Rice to Present U.S. Peace Plan

Secretary of State Condoleezza Rice will lay out U.S. plans for a diplomatic solution to the Israeli-Hezbollah fighting Friday, an administration official said.

Rice plans a trip to the Mideast as soon as early next week, and will carry the U.S. strategy for ending the 10-day-old warfare and establishing stability in southern Lebanon, a senior Bush administration said. The official spoke on condition of anonymity because Rice has not yet made her plans public.

I’m so glad that we’re in a position to lecture other countries on how to keep the Middle East “stable.” The Bush Administration has such a great track record on Middle East stability.

But I guess they have to at least say something about this whole catastrophe…

I’ve also been reading a wonderful article over on The Age, called “A Farewell to Beirut” which damn near makes me want to cry. The article’s author, Robert Fisk, gives an interesting synopsis of the tragedies of ancient Berytus.

In The year AD 551, the magnificent, wealthy city of Berytus — headquarters of the Romans’ East Mediterranean fleet — was struck by a massive earthquake. In its aftermath, the sea withdrew several miles and the survivors — ancestors of the present-day Lebanese — walked out on the sands to loot the long-sunken merchant ships revealed to them.

That was when a giant tsunami returned to swamp the city and kill them all. So savagely was the old Beirut damaged that the Emperor Justinian sent gold from Constantinople to every family left alive.

And even some ancient foreign invader-based tragedy:

When the Crusaders arrived in Beirut on their way to Jerusalem in the 11th century, they slaughtered every man, woman and child in the city.

In World War I, Ottoman Beirut suffered a terrible famine — the Turkish army had commandeered all the grain and the Allied powers blockaded the coast. I still have some ancient postcards I bought here 30 years ago of stick-like children standing in an orphanage, naked and abandoned.

And he goes on to lament the loss of the past 20 years rebuilding progress, spurned by the late Prime Minister Rafiq Hariri (who was assasinated last year, supposedly by - get this - Syrian interests).

Hariri loved [Etoile Restaurant in Beirut] and, taking Chirac for a beer one day, he caught sight of me sitting at a table. “Ah Robert, come over here,” he roared, turning to Chirac like a cat about to eat a canary. “I want to introduce you, Jacques, to the reporter who said I couldn’t rebuild Beirut!”

And now it is being unbuilt. The Martyr Rafiq Hariri International Airport has been attacked three times by the Israelis, its shopping malls vibrating to the missiles that thunder into the runways and fuel depots. Hariri’s transnational highway viaduct has been broken by Israeli bombers. Most of his motorway bridges have been destroyed. The Roman-style lighthouse has been smashed by a missile from an Apache helicopter. Only this small jewel of a restaurant in the centre of Beirut has been spared. So far.

I pity the poor Lebanese people who are suffering so much over issues that don’t even involve them. But the Lebanese are a hardy people; they’re no stranger to the region’s volatile foreign politics, unfortunately neither are they stranger to suffering because of them.

My heart is with all of the innocent people of Lebanon, who now suffer so needlessly.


WORK INSTRUCTION → Copy each record below without changing a single word.

>>>

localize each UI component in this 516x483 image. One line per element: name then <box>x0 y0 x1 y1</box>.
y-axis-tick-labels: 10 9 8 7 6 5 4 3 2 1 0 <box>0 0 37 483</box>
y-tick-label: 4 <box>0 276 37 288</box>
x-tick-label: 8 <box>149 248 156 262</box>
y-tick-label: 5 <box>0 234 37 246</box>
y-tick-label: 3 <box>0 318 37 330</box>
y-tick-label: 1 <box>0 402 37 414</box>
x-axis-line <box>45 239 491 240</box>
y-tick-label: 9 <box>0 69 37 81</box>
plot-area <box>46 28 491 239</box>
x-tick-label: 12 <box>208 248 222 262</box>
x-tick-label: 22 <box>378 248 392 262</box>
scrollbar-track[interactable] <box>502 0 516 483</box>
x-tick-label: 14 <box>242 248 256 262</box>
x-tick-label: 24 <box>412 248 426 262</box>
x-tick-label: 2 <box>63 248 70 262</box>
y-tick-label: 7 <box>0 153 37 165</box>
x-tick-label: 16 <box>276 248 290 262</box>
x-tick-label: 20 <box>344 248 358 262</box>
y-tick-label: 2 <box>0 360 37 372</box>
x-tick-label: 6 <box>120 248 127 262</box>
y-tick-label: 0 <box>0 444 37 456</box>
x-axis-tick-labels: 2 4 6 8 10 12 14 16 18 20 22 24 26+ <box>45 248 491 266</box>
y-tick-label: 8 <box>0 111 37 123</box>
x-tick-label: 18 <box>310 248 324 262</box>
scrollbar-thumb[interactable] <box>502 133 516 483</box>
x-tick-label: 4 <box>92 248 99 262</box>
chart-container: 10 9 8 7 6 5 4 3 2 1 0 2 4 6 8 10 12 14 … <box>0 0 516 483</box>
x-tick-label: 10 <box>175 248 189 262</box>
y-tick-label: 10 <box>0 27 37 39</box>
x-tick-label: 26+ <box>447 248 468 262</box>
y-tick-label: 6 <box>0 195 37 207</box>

<<<

RESPONSE TO THE TASK →
localize each UI component in this 516x483 image. One line per element: name then <box>x0 y0 x1 y1</box>.
y-axis-tick-labels: 10 9 8 7 6 5 4 3 2 1 0 <box>0 0 37 483</box>
y-tick-label: 4 <box>0 276 37 288</box>
x-tick-label: 8 <box>149 248 156 262</box>
y-tick-label: 5 <box>0 234 37 246</box>
y-tick-label: 3 <box>0 318 37 330</box>
y-tick-label: 1 <box>0 402 37 414</box>
x-axis-line <box>45 239 491 240</box>
y-tick-label: 9 <box>0 69 37 81</box>
plot-area <box>46 28 491 239</box>
x-tick-label: 12 <box>208 248 222 262</box>
x-tick-label: 22 <box>378 248 392 262</box>
scrollbar-track[interactable] <box>502 0 516 483</box>
x-tick-label: 14 <box>242 248 256 262</box>
x-tick-label: 24 <box>412 248 426 262</box>
x-tick-label: 2 <box>63 248 70 262</box>
y-tick-label: 7 <box>0 153 37 165</box>
x-tick-label: 16 <box>276 248 290 262</box>
x-tick-label: 20 <box>344 248 358 262</box>
y-tick-label: 2 <box>0 360 37 372</box>
x-tick-label: 6 <box>120 248 127 262</box>
y-tick-label: 0 <box>0 444 37 456</box>
x-axis-tick-labels: 2 4 6 8 10 12 14 16 18 20 22 24 26+ <box>45 248 491 266</box>
y-tick-label: 8 <box>0 111 37 123</box>
x-tick-label: 18 <box>310 248 324 262</box>
scrollbar-thumb[interactable] <box>502 133 516 483</box>
x-tick-label: 4 <box>92 248 99 262</box>
chart-container: 10 9 8 7 6 5 4 3 2 1 0 2 4 6 8 10 12 14 … <box>0 0 516 483</box>
x-tick-label: 10 <box>175 248 189 262</box>
y-tick-label: 10 <box>0 27 37 39</box>
x-tick-label: 26+ <box>447 248 468 262</box>
y-tick-label: 6 <box>0 195 37 207</box>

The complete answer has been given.